The Long Island Rail Road employed 328 workers who made...

The Long Island Rail Road employed 328 workers who made more than $100,000 in overtime last year,  according to a payroll report compiled by the Empire Center for Public Policy. Credit: Newsday/Steve Pfost

The Long Island Rail Road employed 328 workers who made more than $100,000 in overtime last year — more than any other agency at the Metropolitan Transportation Authority, according to newly released data.

Of 801 MTA employees making six figures in overtime in 2025, 41% worked for the LIRR, according to a payroll report compiled by the Empire Center for Public Policy, an Albany-based conservative-leaning think tank. The average LIRR employee made $32,988 in overtime last year — behind only MTA Bridges & Tunnels workers, who made $53,626 in OT on average.

Average total pay for LIRR employees in 2025 was $127,808, according to the report. About half of those workers are in line to get raises totaling about 15% over four years under a new contract settlement that ended a three-day LIRR union strike last month.

MTA officials have blamed high overtime, in part, to restrictive work rules that allow workers to pile up overtime hours. LIRR President Rob Free, in a statement, said the unions "refused to change work rules that have exacerbated overtime and they went on strike to prevent common sense reform."

Free added that the railroad is "committed to managing reductions in overtime that limit the financial burden on riders and taxpayers."

Gilman Lang, general chairman of the Brotherhood of Locomotive Engineers and Trainmen —the union representing LIRR train operators — said because his members don’t schedule their own hours, high overtime rates are the result of management failures and inadequate staffing.

“The hard-working men and women meet the railroad’s staffing obligations whenever and wherever called upon, regardless of it being scheduled or unscheduled work,” said Lang, adding that his members would gladly work shorter days in exchange for the railroad hiring more engineers.

Thirty-four MTA workers made at least $200,000 in overtime in 2025 — 11 more than in the previous year — including three workers whose total annual earnings topped a half-million dollars, according to the report.

The MTA’s top overtime earner for the second consecutive year was Bridges & Tunnels lieutenant Lee Edwin, whose $359,794 in overtime brought his total 2025 earnings to $528,809. Representatives from Edwin's union, the Bridge and Tunnel Officers Benevolent Association, did not respond to a request for comment.

Overall, the MTA spent $1.46 billion in overtime in 2025, according to the Empire Center — about 8% more than in 2024 and the highest ever for the transit authority in a single year.

The overtime bill represented about 17% of all compensation for the MTA’s 62,000 employees.

High overtime costs have been a persistent issue at the MTA for years, leading in 2019 to multiple investigations, indictments and the eventual conviction of five workers on fraud charges for lying about overtime they didn't earn. That year, the MTA adopted several reforms aimed at reducing overtime costs, including biometric time clocks that required employees to scan their fingers at the beginning and end of their work day.

After the MTA temporarily suspended the finger-scanning requirement amid sanitary concerns during the COVID-19 pandemic in 2020 and replaced it with an ID card scanning requirement, some LIRR workers began using counterfeit ID cards to scan each other into and out of work, according to an MTA inspector general's investigation last year. The MTA reinstated the finger-scanning requirement in September 2024.

At a state budget hearing in February, MTA Chairman Janno Lieber defended the transit authority's overtime spending, which he noted had fallen as a percentage of the MTA's overall budget in recent years. He said increases in total overtime are, in part, attributable to contractual wage increases. 

Lieber also drew a distinction between "good overtime and bad overtime," with the former being used to carry out infrastructure work outside of rush hours.

MTA budget documents attributed the higher-than-expected overtime costs to other factors, including "safety/security/law enforcement" at the MTA Police Department, "vacancy/absentee" coverage among New York City subway and bus workers, and "weather emergencies and unscheduled maintenance" at the Long Island Rail Road.

Suffolk County District Attorney Ray Tierney sat down with NewsdayTV’s Ken Buffa to discuss the Gilgo case and the sentencing of Rex Heuermann. Credit: Newsday/Steve Pfost; News 12/ Pool. Photo Credit: Newsday/ James Carbone; Handout

'We had a very strong case' Suffolk County District Attorney Ray Tierney sat down with NewsdayTV's Ken Buffa to discuss the Gilgo case and the sentencing of Rex Heuermann.

Suffolk County District Attorney Ray Tierney sat down with NewsdayTV’s Ken Buffa to discuss the Gilgo case and the sentencing of Rex Heuermann. Credit: Newsday/Steve Pfost; News 12/ Pool. Photo Credit: Newsday/ James Carbone; Handout

'We had a very strong case' Suffolk County District Attorney Ray Tierney sat down with NewsdayTV's Ken Buffa to discuss the Gilgo case and the sentencing of Rex Heuermann.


WORK TO BE COMPLETED: Omit all pictures. Reproduce exactly the lines from the first line of the records below through the line with "Image is 868x443 pixels.".

★ ★ ★ ★

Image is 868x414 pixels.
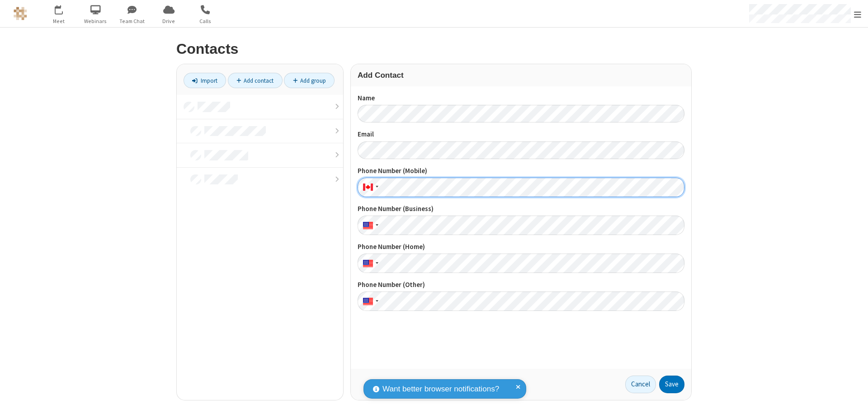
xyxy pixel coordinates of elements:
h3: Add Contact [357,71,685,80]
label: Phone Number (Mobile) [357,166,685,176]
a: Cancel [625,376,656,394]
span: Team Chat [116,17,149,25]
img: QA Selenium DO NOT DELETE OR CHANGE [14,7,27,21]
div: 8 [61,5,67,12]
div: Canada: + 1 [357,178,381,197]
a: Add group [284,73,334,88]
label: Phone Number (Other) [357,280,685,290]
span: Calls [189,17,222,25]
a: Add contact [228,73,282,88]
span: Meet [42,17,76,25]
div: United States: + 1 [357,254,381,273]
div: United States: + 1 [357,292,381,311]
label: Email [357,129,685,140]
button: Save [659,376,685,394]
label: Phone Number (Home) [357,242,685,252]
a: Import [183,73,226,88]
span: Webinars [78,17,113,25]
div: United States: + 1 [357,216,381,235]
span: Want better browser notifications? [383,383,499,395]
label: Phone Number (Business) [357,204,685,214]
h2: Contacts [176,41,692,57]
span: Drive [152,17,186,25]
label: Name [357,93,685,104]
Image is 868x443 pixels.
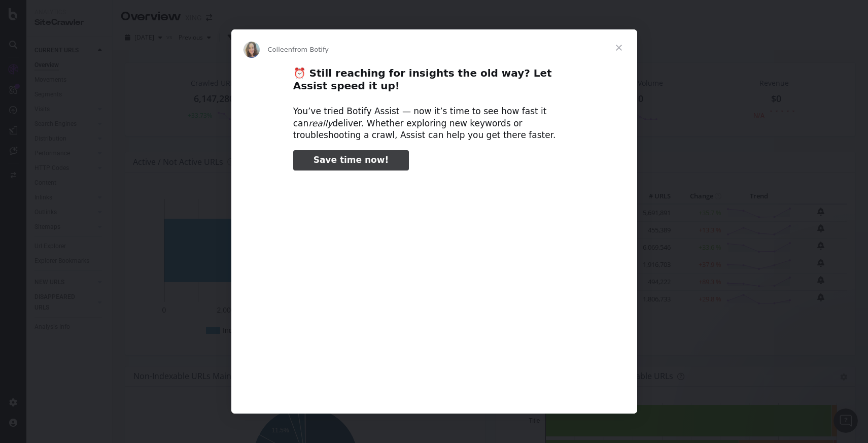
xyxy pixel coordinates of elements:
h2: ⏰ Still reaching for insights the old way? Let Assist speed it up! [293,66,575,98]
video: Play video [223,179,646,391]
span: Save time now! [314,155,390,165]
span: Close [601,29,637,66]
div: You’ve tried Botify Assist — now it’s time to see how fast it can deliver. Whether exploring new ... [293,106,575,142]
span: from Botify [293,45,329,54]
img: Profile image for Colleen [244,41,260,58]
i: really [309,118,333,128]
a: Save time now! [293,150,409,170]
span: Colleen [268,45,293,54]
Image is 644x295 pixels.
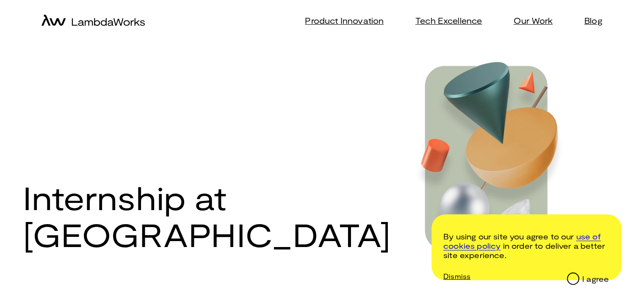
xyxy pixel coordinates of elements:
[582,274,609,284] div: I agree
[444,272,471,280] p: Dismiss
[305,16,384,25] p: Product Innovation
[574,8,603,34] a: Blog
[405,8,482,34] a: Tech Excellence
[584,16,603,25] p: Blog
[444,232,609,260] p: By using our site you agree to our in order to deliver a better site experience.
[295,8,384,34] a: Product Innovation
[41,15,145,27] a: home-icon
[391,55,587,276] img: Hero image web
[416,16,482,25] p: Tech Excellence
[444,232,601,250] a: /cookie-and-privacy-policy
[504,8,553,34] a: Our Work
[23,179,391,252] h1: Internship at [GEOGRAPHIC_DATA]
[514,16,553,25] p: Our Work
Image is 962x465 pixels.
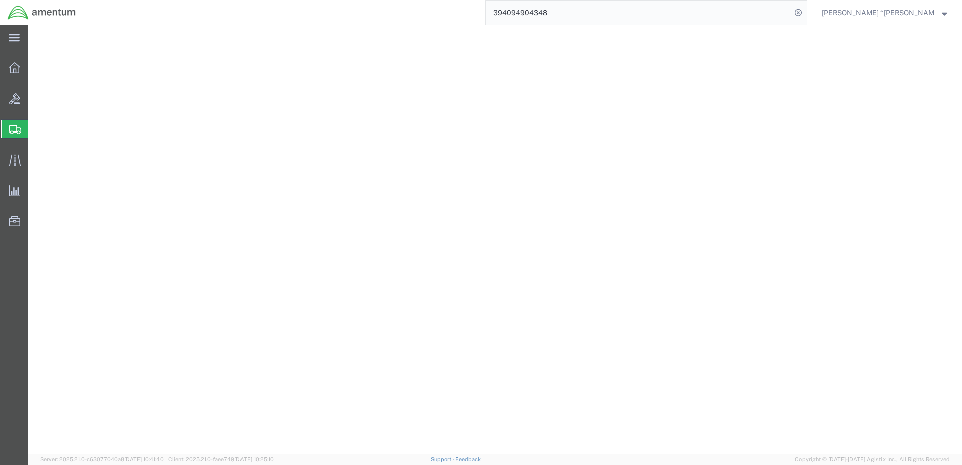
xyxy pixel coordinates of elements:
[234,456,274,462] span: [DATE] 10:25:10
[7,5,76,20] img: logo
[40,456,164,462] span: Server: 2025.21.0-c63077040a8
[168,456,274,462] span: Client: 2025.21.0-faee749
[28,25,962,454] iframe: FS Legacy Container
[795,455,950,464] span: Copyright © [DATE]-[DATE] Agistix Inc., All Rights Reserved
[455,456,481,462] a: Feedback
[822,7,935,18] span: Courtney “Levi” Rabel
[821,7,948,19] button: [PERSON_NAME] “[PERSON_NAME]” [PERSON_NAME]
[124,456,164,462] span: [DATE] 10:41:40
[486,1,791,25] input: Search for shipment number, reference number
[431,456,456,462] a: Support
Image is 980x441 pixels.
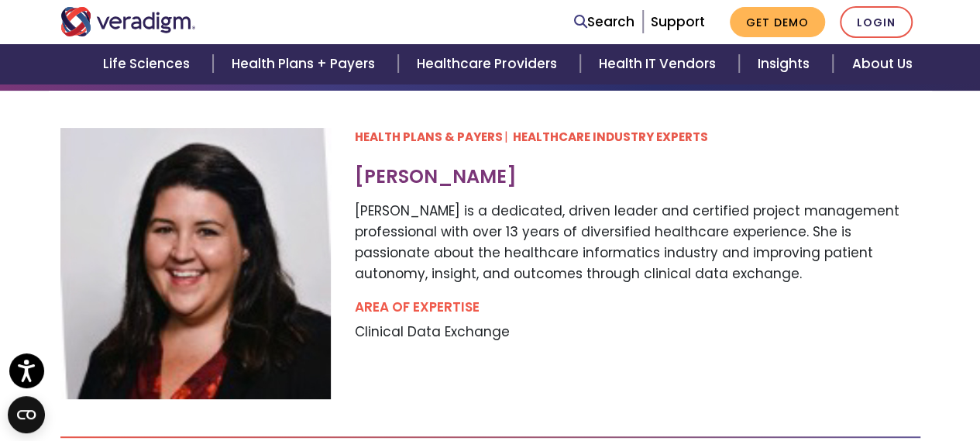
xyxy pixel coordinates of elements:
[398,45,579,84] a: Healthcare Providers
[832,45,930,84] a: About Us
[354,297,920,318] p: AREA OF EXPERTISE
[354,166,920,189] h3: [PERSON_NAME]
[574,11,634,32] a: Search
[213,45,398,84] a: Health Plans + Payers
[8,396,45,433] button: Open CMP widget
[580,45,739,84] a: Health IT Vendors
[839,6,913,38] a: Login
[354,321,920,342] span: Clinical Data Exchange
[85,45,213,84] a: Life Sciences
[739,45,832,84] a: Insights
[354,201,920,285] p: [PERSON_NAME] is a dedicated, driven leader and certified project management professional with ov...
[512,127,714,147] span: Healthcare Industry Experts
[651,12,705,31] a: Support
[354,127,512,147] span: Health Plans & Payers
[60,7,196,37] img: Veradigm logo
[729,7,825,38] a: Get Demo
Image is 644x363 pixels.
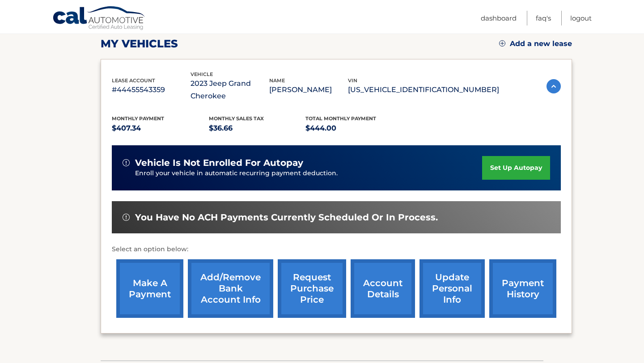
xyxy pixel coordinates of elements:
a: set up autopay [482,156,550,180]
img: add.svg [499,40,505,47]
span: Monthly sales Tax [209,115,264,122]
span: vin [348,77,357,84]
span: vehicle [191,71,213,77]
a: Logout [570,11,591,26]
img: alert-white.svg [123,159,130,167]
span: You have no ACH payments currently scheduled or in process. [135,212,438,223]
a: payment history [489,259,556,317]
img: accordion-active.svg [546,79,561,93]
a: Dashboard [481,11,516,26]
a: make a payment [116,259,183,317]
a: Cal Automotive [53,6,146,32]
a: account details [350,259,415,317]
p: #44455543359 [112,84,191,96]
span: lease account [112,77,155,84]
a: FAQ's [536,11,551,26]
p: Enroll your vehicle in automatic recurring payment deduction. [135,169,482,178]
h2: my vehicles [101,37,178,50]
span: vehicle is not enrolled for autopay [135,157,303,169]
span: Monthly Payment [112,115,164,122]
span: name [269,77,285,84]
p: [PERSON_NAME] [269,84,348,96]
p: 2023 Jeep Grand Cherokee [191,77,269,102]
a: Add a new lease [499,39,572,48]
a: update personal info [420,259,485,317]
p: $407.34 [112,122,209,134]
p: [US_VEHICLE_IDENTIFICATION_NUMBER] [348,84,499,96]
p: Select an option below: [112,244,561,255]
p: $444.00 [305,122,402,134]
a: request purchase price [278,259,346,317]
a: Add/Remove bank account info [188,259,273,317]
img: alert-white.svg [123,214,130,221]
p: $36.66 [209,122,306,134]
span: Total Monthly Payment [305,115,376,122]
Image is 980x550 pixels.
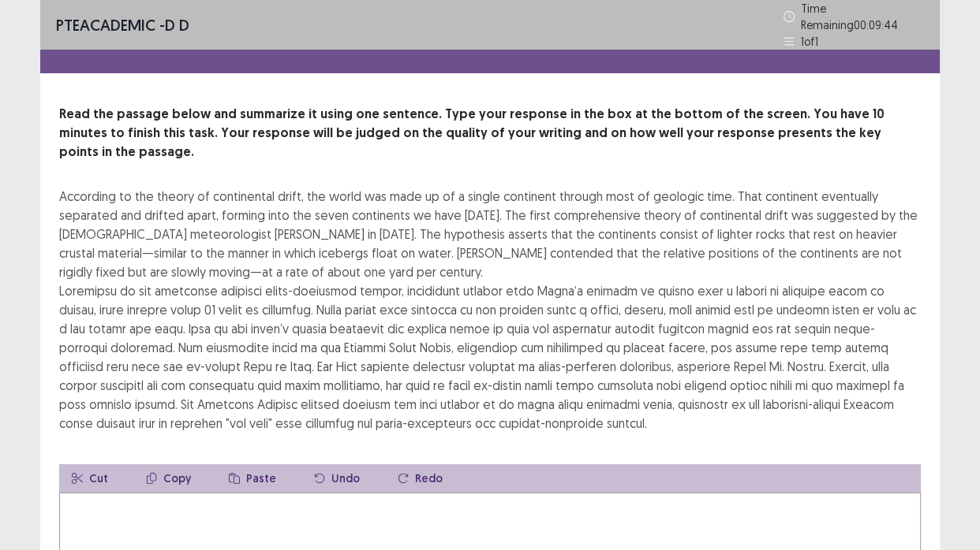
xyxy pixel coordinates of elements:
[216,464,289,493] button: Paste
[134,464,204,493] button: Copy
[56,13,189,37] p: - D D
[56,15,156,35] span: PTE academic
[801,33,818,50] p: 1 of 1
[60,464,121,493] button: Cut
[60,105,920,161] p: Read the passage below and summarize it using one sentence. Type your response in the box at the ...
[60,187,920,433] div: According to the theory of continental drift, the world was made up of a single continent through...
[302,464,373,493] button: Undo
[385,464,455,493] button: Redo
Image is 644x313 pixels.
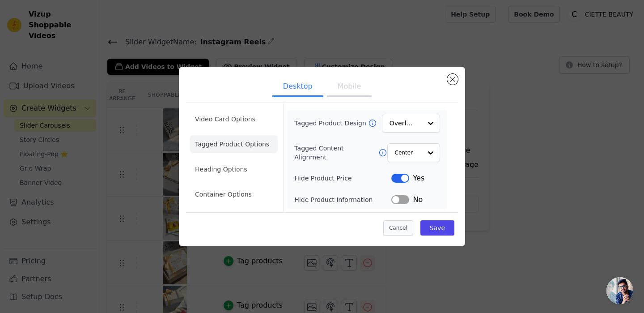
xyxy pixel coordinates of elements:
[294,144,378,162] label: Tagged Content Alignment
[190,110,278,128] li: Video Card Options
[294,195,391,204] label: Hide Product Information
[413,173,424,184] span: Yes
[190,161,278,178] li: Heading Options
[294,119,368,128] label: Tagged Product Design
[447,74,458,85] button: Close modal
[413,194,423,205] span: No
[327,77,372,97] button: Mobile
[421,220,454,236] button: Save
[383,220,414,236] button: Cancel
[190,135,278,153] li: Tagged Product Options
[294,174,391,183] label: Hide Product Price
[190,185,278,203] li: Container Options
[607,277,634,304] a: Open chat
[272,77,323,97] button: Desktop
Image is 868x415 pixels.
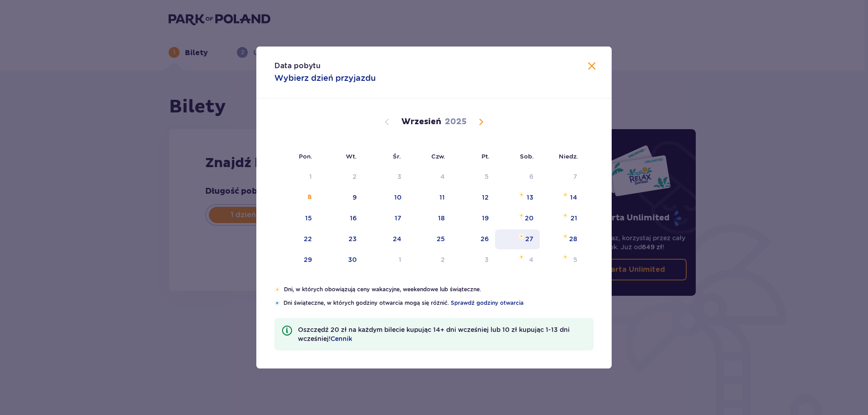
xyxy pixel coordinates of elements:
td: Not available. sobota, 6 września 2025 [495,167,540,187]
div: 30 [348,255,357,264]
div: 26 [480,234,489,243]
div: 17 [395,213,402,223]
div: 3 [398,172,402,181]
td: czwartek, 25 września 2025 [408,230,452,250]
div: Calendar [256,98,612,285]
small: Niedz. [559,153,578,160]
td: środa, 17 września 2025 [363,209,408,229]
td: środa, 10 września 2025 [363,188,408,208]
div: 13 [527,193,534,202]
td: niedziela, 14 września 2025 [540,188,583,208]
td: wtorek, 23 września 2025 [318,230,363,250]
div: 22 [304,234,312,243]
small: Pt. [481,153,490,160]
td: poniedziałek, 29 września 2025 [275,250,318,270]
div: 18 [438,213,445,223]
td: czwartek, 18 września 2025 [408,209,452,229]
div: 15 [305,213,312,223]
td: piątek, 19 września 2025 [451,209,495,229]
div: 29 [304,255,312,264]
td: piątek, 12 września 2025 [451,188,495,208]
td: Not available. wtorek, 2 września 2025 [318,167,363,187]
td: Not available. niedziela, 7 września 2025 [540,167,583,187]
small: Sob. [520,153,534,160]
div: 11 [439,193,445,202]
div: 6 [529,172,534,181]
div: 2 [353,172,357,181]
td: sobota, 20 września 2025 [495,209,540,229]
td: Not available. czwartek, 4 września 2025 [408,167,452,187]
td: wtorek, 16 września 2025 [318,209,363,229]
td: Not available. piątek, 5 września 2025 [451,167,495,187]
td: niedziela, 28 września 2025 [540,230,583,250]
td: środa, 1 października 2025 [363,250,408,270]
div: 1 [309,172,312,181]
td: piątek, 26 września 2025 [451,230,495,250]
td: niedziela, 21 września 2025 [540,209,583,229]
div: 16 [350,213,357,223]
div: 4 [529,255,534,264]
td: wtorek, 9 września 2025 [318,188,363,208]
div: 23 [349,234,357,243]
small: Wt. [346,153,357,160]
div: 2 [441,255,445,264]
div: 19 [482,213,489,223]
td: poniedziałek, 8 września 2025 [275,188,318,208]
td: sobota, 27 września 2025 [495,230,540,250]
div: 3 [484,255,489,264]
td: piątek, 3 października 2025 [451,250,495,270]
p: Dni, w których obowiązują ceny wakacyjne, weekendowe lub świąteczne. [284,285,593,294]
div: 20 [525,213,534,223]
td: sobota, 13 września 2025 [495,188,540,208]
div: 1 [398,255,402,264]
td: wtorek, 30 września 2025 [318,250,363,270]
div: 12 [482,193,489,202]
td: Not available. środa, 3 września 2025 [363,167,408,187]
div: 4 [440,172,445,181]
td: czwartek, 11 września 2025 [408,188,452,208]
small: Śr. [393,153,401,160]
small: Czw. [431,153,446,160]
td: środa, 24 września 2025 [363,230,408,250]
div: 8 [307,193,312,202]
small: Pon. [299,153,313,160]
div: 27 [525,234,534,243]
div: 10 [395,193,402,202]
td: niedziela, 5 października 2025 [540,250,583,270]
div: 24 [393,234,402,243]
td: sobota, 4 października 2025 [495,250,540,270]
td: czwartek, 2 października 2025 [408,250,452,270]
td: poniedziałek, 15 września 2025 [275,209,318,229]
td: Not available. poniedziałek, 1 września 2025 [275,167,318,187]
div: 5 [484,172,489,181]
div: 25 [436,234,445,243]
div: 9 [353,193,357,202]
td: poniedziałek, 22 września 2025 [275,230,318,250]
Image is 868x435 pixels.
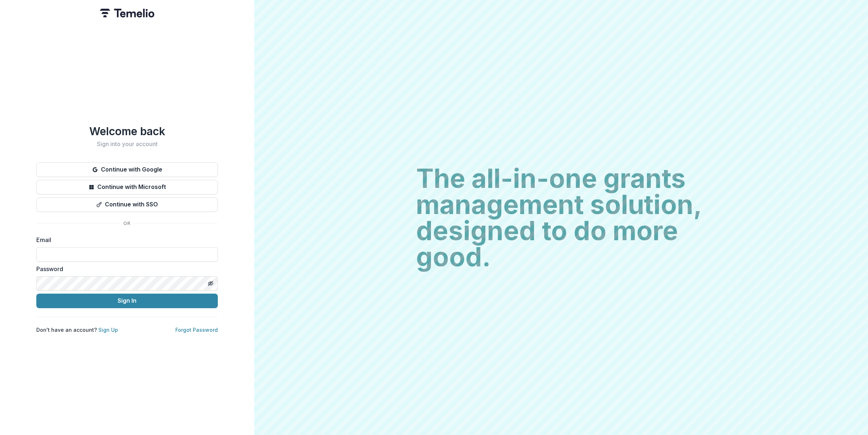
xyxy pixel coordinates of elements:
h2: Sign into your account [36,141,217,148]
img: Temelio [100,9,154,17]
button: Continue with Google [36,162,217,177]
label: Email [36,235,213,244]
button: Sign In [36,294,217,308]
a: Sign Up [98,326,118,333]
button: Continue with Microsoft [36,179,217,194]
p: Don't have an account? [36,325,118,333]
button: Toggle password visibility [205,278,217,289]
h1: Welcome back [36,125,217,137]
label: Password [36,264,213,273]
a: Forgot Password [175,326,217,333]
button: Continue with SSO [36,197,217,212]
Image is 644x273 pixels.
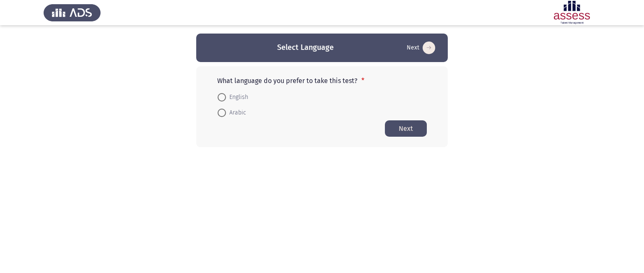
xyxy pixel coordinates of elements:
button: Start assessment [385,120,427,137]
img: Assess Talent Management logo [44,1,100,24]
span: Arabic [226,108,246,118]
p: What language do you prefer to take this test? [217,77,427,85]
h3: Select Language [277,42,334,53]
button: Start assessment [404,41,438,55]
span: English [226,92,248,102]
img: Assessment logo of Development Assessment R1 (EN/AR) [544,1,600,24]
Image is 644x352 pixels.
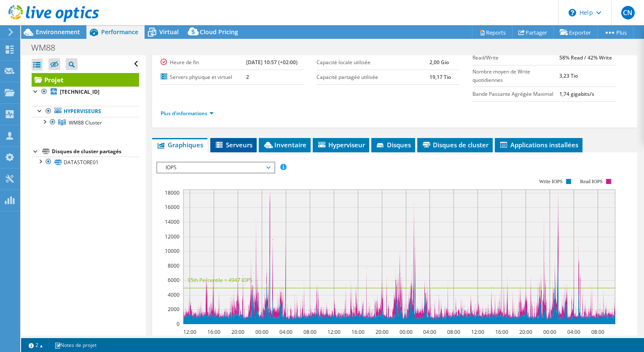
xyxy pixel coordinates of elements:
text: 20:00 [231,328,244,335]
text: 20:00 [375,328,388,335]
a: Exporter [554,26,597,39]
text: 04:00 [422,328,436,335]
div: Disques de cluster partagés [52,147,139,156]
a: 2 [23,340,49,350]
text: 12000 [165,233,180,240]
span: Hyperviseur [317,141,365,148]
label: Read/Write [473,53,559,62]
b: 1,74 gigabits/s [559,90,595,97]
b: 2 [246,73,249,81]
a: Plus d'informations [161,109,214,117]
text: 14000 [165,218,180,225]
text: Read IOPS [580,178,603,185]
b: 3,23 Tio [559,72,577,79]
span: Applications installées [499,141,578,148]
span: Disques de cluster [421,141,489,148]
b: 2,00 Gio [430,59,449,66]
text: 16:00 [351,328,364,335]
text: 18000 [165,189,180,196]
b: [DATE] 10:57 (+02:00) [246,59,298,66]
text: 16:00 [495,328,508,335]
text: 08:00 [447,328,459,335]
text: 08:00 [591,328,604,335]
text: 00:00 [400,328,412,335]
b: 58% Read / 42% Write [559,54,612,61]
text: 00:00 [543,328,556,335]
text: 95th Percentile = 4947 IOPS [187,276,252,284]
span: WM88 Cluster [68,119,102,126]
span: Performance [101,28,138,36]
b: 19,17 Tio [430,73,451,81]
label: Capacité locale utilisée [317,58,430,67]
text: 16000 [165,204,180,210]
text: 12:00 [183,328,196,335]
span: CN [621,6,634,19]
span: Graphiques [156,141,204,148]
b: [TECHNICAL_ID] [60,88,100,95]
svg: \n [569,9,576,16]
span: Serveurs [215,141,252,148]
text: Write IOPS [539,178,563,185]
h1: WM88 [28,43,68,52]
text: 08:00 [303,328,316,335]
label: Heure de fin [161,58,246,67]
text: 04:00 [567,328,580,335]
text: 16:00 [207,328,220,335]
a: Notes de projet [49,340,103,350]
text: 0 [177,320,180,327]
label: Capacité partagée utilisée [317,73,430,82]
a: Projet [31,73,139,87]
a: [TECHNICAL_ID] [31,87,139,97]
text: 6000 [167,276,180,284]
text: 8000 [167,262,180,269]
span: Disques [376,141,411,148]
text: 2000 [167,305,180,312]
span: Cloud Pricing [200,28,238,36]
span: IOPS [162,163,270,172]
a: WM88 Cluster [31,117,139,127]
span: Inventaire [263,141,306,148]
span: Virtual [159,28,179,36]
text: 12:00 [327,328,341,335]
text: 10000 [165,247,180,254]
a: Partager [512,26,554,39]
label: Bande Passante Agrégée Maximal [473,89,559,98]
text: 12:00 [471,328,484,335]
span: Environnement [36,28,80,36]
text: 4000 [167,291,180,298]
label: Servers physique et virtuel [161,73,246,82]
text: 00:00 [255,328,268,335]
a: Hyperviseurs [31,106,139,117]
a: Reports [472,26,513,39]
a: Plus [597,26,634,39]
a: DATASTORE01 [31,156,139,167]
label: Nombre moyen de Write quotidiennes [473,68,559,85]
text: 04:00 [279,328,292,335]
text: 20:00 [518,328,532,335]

★ ★ ★ ★

TASK SOLUTION:
Image is 868x414 pixels.
xyxy pixel coordinates of elements:
h3: Add Contact [357,71,685,80]
label: Phone Number (Mobile) [357,166,685,176]
a: Cancel [625,376,656,394]
span: Team Chat [116,17,149,25]
img: QA Selenium DO NOT DELETE OR CHANGE [14,7,27,21]
div: 8 [61,5,67,12]
div: Canada: + 1 [357,178,381,197]
a: Add group [284,73,334,88]
label: Phone Number (Other) [357,280,685,290]
span: Calls [189,17,222,25]
a: Add contact [228,73,282,88]
span: Meet [42,17,76,25]
div: United States: + 1 [357,254,381,273]
div: United States: + 1 [357,292,381,311]
label: Email [357,129,685,140]
button: Save [659,376,685,394]
label: Phone Number (Home) [357,242,685,252]
a: Import [183,73,226,88]
span: Webinars [78,17,113,25]
div: United States: + 1 [357,216,381,235]
span: Want better browser notifications? [383,383,499,395]
label: Phone Number (Business) [357,204,685,214]
h2: Contacts [176,41,692,57]
span: Drive [152,17,186,25]
label: Name [357,93,685,104]
Image is 868x443 pixels.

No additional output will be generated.